[e-lang] [Caja] Re: setTimeout (attn MarkM)
Kevin Reid
kpreid at mac.com
Fri Jul 3 21:13:35 EDT 2009
[CCed to e-lang for relevance to capability-design discussion; use
care when replying]
On Jul 3, 2009, at 20:00, Mark S. Miller wrote:
> On Fri, Jul 3, 2009 at 4:02 PM, Kevin Reid <kpreid at mac.com> wrote:
>
>> I find that callPub of setTimeout crashes on Firefox. Should I
>> instantiate
>> Domita to get its tameSetTimeout, or do my own?
>
> You should extract the tameSetTimeout wrapping from Domita (or do a
> similar
> one on your own), so that it'll work server side as well, where
> there is a
> built-in setTimeout but not the rest of what Domita assumes.
It is a little bit unfortunate that (due to the call error) (I assume)
it is not possible to write the majority of the taming wrapper in
Cajita, for robustness purposes. Coming from E, I feel that Cajita
lacks 'privileged env' facilities -- the ability to work with unsafe/
untamed objects while standing within the capability-structured
environment.
>> What should a client app of my library (which needs deferred
>> execution) be
>> expected to provide me?
>
> An uncajoled client? I think I don't the question.
Caja-CapTP consists entirely of cajoled code. To function at all, it
needs various authority such as setTimeout and network access.
Therefore, there must be some privileged (= uncajoled, for now) loader
which provides it that authority.
How should Caja-CapTP expect to be provided its necessary authorities?
Input format: Assume they're present by individual names in the
imports? A single record in the imports? A powerbox object?
Origin: Should Caja-CapTP expect each client to construct and supply
the authority, or should Caja-CapTP provide an privileged-code file
for clients to load uncajoled which provides its authority, or what?
In the specific example of setTimeout, where should the wrapper live?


In the listing below, locate the lines bearing the word "rows". Copy every one of them.

### Input material:
----------------

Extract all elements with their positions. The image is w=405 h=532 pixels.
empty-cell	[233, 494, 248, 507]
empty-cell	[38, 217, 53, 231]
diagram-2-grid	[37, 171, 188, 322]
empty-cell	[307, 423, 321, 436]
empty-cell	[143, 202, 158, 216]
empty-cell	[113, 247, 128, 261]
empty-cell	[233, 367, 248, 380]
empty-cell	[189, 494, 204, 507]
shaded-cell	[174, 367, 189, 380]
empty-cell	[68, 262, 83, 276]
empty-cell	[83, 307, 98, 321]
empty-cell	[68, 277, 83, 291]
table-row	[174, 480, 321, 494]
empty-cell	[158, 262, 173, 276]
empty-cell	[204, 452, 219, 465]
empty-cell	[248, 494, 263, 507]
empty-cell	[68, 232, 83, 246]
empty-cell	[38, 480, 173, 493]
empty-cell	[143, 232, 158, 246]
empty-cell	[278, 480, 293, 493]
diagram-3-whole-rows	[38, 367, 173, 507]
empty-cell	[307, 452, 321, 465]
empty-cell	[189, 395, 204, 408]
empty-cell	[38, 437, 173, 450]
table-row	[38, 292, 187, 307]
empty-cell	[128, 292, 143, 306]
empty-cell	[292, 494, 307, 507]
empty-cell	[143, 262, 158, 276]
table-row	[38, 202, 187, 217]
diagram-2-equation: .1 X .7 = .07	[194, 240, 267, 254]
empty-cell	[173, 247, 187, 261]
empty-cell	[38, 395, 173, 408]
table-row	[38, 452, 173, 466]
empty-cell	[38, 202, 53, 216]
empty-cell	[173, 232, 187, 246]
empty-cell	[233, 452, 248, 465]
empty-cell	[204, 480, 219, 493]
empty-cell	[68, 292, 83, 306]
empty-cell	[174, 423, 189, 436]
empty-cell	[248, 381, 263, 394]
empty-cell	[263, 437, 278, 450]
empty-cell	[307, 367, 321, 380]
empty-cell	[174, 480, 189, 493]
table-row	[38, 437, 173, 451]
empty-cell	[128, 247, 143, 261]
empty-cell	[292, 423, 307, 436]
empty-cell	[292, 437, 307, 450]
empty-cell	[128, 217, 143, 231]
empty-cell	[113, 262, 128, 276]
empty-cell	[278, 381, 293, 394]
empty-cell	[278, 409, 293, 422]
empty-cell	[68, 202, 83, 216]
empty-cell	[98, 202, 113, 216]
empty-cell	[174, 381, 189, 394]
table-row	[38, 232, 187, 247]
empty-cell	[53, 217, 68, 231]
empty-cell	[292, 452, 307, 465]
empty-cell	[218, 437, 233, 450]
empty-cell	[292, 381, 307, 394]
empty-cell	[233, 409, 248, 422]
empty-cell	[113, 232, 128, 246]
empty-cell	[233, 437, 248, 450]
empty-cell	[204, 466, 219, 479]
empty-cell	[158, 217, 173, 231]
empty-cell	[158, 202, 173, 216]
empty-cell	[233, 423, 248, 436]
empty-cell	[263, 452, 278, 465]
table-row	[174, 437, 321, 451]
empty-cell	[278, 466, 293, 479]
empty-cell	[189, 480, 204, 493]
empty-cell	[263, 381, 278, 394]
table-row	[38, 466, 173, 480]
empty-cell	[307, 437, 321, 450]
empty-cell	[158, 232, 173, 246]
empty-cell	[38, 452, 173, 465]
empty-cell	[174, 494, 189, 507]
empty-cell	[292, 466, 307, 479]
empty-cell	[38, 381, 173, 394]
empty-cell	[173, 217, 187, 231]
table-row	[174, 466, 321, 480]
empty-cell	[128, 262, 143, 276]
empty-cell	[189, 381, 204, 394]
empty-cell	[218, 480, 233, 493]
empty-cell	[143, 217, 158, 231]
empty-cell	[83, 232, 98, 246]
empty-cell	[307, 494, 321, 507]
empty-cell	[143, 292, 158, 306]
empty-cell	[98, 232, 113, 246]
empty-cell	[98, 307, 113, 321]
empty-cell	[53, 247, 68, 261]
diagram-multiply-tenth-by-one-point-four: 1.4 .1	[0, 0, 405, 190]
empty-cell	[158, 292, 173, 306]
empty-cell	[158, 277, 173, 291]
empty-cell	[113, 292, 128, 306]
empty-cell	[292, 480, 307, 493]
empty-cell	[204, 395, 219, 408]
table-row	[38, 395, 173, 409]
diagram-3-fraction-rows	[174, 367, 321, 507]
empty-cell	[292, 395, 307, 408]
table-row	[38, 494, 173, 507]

----------------

### Task output:
diagram-3-whole-rows	[38, 367, 173, 507]
diagram-3-fraction-rows	[174, 367, 321, 507]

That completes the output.